We can?t measure India?s soft power without looking at the impact of its film industry. In the last few years, India has produced the largest number of feature films in the world, with 1,164 films produced in 2007. The US came second with 453, Japan third with 407 and China fourth with 402. Indian film production is usually equated with Hindi-language Bollywood, often described as the largest film producing centre in the world. Bollywood films are watched in South Asia (Afghanistan, Bangladesh, Nepal, Pakistan, Sri Lanka), the Middle East (Saudi Arabia, UAE, Oman, Kuwait, Bahrain, Qatar, Palestine, Jordan), Africa (Somalia, Nigeria, Syria, Egypt, Mauritius, Kenya, Senegal), Eastern Europe (Russia), Western Europe (Britain, Germany, France, Scandinavia), the Americas (the US, Canada, the Caribbean) and Oceania (Australia, New Zealand, Fiji). They are sometimes dubbed in local languages and viewership is not restricted to the diaspora.
One often tends to forget that several Bollywood-related awards (Bollywood Movie Awards, Global Indian Film Awards, IIFA Awards, Zee Cine Awards) are held overseas, films are shot in overseas locations, technical work is outsourced, films are watched through cable television and DVD routes and there is the occasional foreign actor or actress who has featured in Bollywood films. Similar effects exist for television serials and Bollywood songs and song-based contest programmes, and the odd Indian choreographer and music composer has now been hired for Broadway and Hollywood. While Bollywood stories and music have borrowed liberally from Hollywood, Munnabhai MBBS is now being remade in Hollywood. But one shouldn?t equate the Indian film industry with Bollywood alone. There is the Kannada (Sandalwood), Bengali (Tollywood), Assamese, Tamil (Kollywood), Malayalam, Marathi, Oriya (Ollywood) and Punjabi (Pollywood) film industry too. Ismail Merchant, who died in 2005, was a director many in North America and Western Europe would have identified with.
India has a strong classical music tradition. Despite this tradition having interacted with Western music through exponents like Ustad Ali Akbar Khan and Pandit Ravi Shankar and resulting in fusion, often of the rock and roll variety, this trend didn?t really become mainstream, transcending the diaspora. The mainstreaming occurred largely because of popular or film music, with Bhangra thrown in. Ethnic Indian musicians have also contributed to this fusion, as has MTV, and international stars have appeared in Indian films. This is no longer a passing John Coltrane, George Harrison, Miles Davis or John McLaughlin phenomenon. Much the same can be said of Indian classical dance. Films spliced classical and folk dance traditions and combined then with Western dance forms, resulting in the mainstreaming of what has come to be called Bollywood dance. This is being choreographed, danced and taught everywhere in the world, and is also branded as a popular form of exercise.
While the most famous fashion weeks may be those in Milan, Paris, London and New York, Mumbai has held a fashion week from 2001 and Delhi has hosted the Indian Fashion Week from 2000 and the Delhi Fashion Week from 2008. Indian fashion designers have been globally noticed. Perhaps there is a correlation with beauty contests. The Miss Universe contest started in 1952, but India didn?t win a title till 1994 (Sushmita Sen), followed by 2000 (Lara Dutta). The Miss World contest has existed since 1951 and India first won it in 1966 (Reita Faria), followed by 1994 (Aishwarya Rai), 1997 (Diana Hayden), 1999 (Yukta Mookhey) and 2000 (Priyanka Chopra). As with Venezuela, going beyond the product, this was a question of getting the packaging and strategy right.
By its very nature, cuisine cannot be homogeneous in a large country. And cuisine is also subject to cross-cultural and cross-country influences. Had it not been for such influences, tomatoes, potatoes, chillies and squash wouldn?t have existed in Indian cuisine. Nor would there have been any presence of baking. And had it not been for the ingredients that go into Indian cuisine, Christopher Columbus wouldn?t have discovered America. Indian cuisine has influenced cooking styles in Indonesia, Vietnam, Thailand, Malaysia, Singapore and even the Arab world. There are estimates that there are more than 10,000 Indian restaurants in the US, more than 1,200 Indian food products have been introduced in the US since 2000 and the Indian food industry in Britain accounts for two-thirds of all eating out. In England, Indian restaurants employ more people than iron and steel, coal and ship-building combined. If the parentage of chicken tikka masala is contested?by the Scots?no better proof of soft power can be given. People only contest things that are important and interesting.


Instructions for the task: Among the lines of the records, find all that carry the word "Overdue" and copy them.

Interface dataset entries:
****************************************
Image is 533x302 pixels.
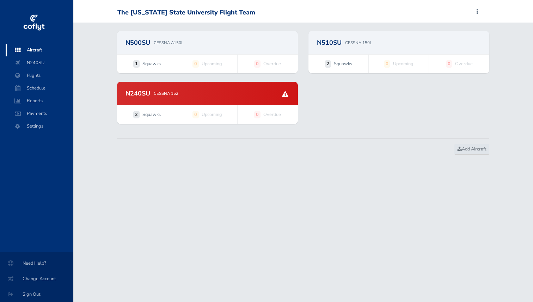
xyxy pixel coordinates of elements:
[13,56,66,69] span: N240SU
[193,60,199,67] strong: 0
[254,60,261,67] strong: 0
[142,111,161,118] span: Squawks
[446,60,453,67] strong: 0
[13,69,66,82] span: Flights
[133,60,140,67] strong: 1
[325,60,331,67] strong: 2
[13,95,66,107] span: Reports
[202,111,222,118] span: Upcoming
[126,40,150,46] h2: N500SU
[8,273,65,285] span: Change Account
[117,31,298,73] a: N500SU CESSNA A150L 1 Squawks 0 Upcoming 0 Overdue
[133,111,140,118] strong: 2
[13,44,66,56] span: Aircraft
[22,12,45,34] img: coflyt logo
[393,60,414,67] span: Upcoming
[117,9,255,17] div: The [US_STATE] State University Flight Team
[455,60,473,67] span: Overdue
[13,107,66,120] span: Payments
[13,82,66,95] span: Schedule
[154,40,183,46] p: CESSNA A150L
[117,82,298,124] a: N240SU CESSNA 152 2 Squawks 0 Upcoming 0 Overdue
[142,60,161,67] span: Squawks
[384,60,390,67] strong: 0
[254,111,261,118] strong: 0
[334,60,352,67] span: Squawks
[458,146,486,152] span: Add Aircraft
[309,31,490,73] a: N510SU CESSNA 150L 2 Squawks 0 Upcoming 0 Overdue
[263,60,281,67] span: Overdue
[13,120,66,133] span: Settings
[345,40,372,46] p: CESSNA 150L
[263,111,281,118] span: Overdue
[455,144,490,155] a: Add Aircraft
[154,90,178,97] p: CESSNA 152
[202,60,222,67] span: Upcoming
[317,40,342,46] h2: N510SU
[8,257,65,270] span: Need Help?
[8,288,65,301] span: Sign Out
[193,111,199,118] strong: 0
[126,90,150,97] h2: N240SU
****************************************
Response:
[117,31,298,73] a: N500SU CESSNA A150L 1 Squawks 0 Upcoming 0 Overdue
[455,60,473,67] span: Overdue
[117,82,298,124] a: N240SU CESSNA 152 2 Squawks 0 Upcoming 0 Overdue
[309,31,490,73] a: N510SU CESSNA 150L 2 Squawks 0 Upcoming 0 Overdue
[263,60,281,67] span: Overdue
[263,111,281,118] span: Overdue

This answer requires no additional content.